It took Hunt a second to sort it out. Then his dark eyes widened. “Oh fuck. Really?” She didn’t fail to note his glance to her legs—between them. The way his eyes seemed to darken further, something within them sharpening. “Wouldn’t that hurt?”
“I didn’t want to find out.”
Hunt shook his head, and she wondered if he was unsure whether to cringe or laugh. But the light had come back to his eyes. “No more vamps after that?”
“Definitely not. He claimed the finest pleasure was always edged in pain, but I showed him the door.”
Hunt grunted his approval. Bryce knew she probably shouldn’t, but asked carefully, “You still have a thing for Shahar?”
A muscle feathered in his jaw. He scanned the skies. “Until the day I die.”
No longing or sorrow graced the words, but she still wasn’t entirely sure what to do with the dropping sensation in her stomach.
Hunt’s eyes slid to hers at last. Bleak and lightless. “I don’t see how I can move on from loving her when she gave up everything for me. For the cause.” He shook his head. “Every time I hook up, I remember it.”
“Ah.” No arguing with that. Anything she said against it would sound selfish and whiny. And maybe she was dumb, for letting herself read into his leg touching hers or the way he’d looked at her at the shooting range or coaxed her through her panic or any of it.
He was staring at her. As if seeing all of that. His throat bobbed. “Quinlan, that isn’t to say that I’m not—”
His words were cut off by a cluster of people approaching from the other end of the street.
She glimpsed silvery blond hair and couldn’t breathe. Hunt swore. “Let’s get airborne—”
But Sabine had spotted them. Her narrow, pale face twisted in a snarl.
Bryce hated the shaking that overtook her hands. The trembling in her knees.
Hunt warned Sabine, “Keep moving, Fendyr.”
Sabine ignored him. Her stare was like being pelted with shards of ice. “I heard you’ve been showing your face again,” she seethed at Bryce. “Where the fuck is my sword, Quinlan?”
Bryce couldn’t think of anything to say, any retort or explanation. She just let Hunt lead her past Sabine, the angel a veritable wall of muscle between them.
Hunt’s hand rested on Bryce’s back as he nudged her along. “Let’s go.”
“Stupid slut,” Sabine hissed, spitting at Bryce’s feet as she passed.
Hunt stiffened, a growl slipping out, but Bryce gripped his arm in a silent plea to let it go.
His teeth gleamed as he bared them over a shoulder at Sabine, but Bryce whispered, “Please.”
He scanned her face, mouth opening to object. She made them keep walking, even as Sabine’s sneer branded itself into her back.
“Please,” Bryce whispered again.
His chest heaved, as if it took every bit of effort to reel in his rage, but he faced forward. Sabine’s low, smug laugh rippled toward them.
Hunt’s body locked up, and Bryce squeezed his arm tighter, misery coiling around her gut.
Maybe he scented it, maybe he read it on her face, but Hunt’s steps evened out. His hand again warmed her lower back, a steady presence as they walked, finally crossing the street.
They were halfway across Main when Hunt scooped her into his arms, not saying a word as he launched into the brisk skies.
She leaned her head against his chest. Let the wind drown out the roaring in her mind.
They landed on the roof of her building five minutes later, and she would have gone right down to the apartment had he not gripped her arm to stop her.
Hunt again scanned her face. Her eyes.
Us, he’d said earlier. A unit. A team. A two-person pack.
Hunt’s wings shifted slightly in the wind off the Istros. “We’re going to find whoever is behind all this, Bryce. I promise.”
And for some reason, she believed him.
She was brushing her teeth when her phone rang.
Declan Emmet.
She spat out her toothpaste before answering. “Hi.”
“You still have my number saved? I’m touched, B.”
“Yeah, yeah, yeah. What’s up?”
“I found something interesting in the footage. The taxpaying residents of this city should revolt at how their money’s being blown on second-rate analysts instead of people like me.”
Bryce padded into the hall, then into the great room—then to Hunt’s door. She knocked on it once, and said to Declan, “Are you going to tell me or just gloat about it?”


(Problem requirements):
Make an exact copy of all the entries, but do not reproduce the pictures.

***** Given information *****

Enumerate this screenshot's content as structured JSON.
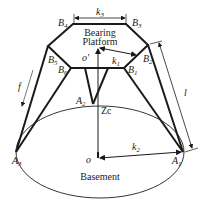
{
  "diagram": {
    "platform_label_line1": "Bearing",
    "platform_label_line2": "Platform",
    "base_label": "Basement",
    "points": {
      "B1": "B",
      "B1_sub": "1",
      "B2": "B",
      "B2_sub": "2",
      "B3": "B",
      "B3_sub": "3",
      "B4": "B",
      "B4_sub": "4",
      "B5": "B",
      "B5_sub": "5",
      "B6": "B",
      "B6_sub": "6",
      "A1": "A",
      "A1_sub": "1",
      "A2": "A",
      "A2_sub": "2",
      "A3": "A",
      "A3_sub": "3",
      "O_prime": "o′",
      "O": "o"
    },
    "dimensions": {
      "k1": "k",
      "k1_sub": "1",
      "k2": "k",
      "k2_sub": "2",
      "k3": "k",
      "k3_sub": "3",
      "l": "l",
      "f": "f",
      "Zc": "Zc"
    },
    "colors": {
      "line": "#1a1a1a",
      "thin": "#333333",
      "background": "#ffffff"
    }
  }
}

*****

(Written solution):
Enumerate this screenshot's content as structured JSON.
{
  "diagram": {
    "platform_label_line1": "Bearing",
    "platform_label_line2": "Platform",
    "base_label": "Basement",
    "points": {
      "B1": "B",
      "B1_sub": "1",
      "B2": "B",
      "B2_sub": "2",
      "B3": "B",
      "B3_sub": "3",
      "B4": "B",
      "B4_sub": "4",
      "B5": "B",
      "B5_sub": "5",
      "B6": "B",
      "B6_sub": "6",
      "A1": "A",
      "A1_sub": "1",
      "A2": "A",
      "A2_sub": "2",
      "A3": "A",
      "A3_sub": "3",
      "O_prime": "o′",
      "O": "o"
    },
    "dimensions": {
      "k1": "k",
      "k1_sub": "1",
      "k2": "k",
      "k2_sub": "2",
      "k3": "k",
      "k3_sub": "3",
      "l": "l",
      "f": "f",
      "Zc": "Zc"
    },
    "colors": {
      "line": "#1a1a1a",
      "thin": "#333333",
      "background": "#ffffff"
    }
  }
}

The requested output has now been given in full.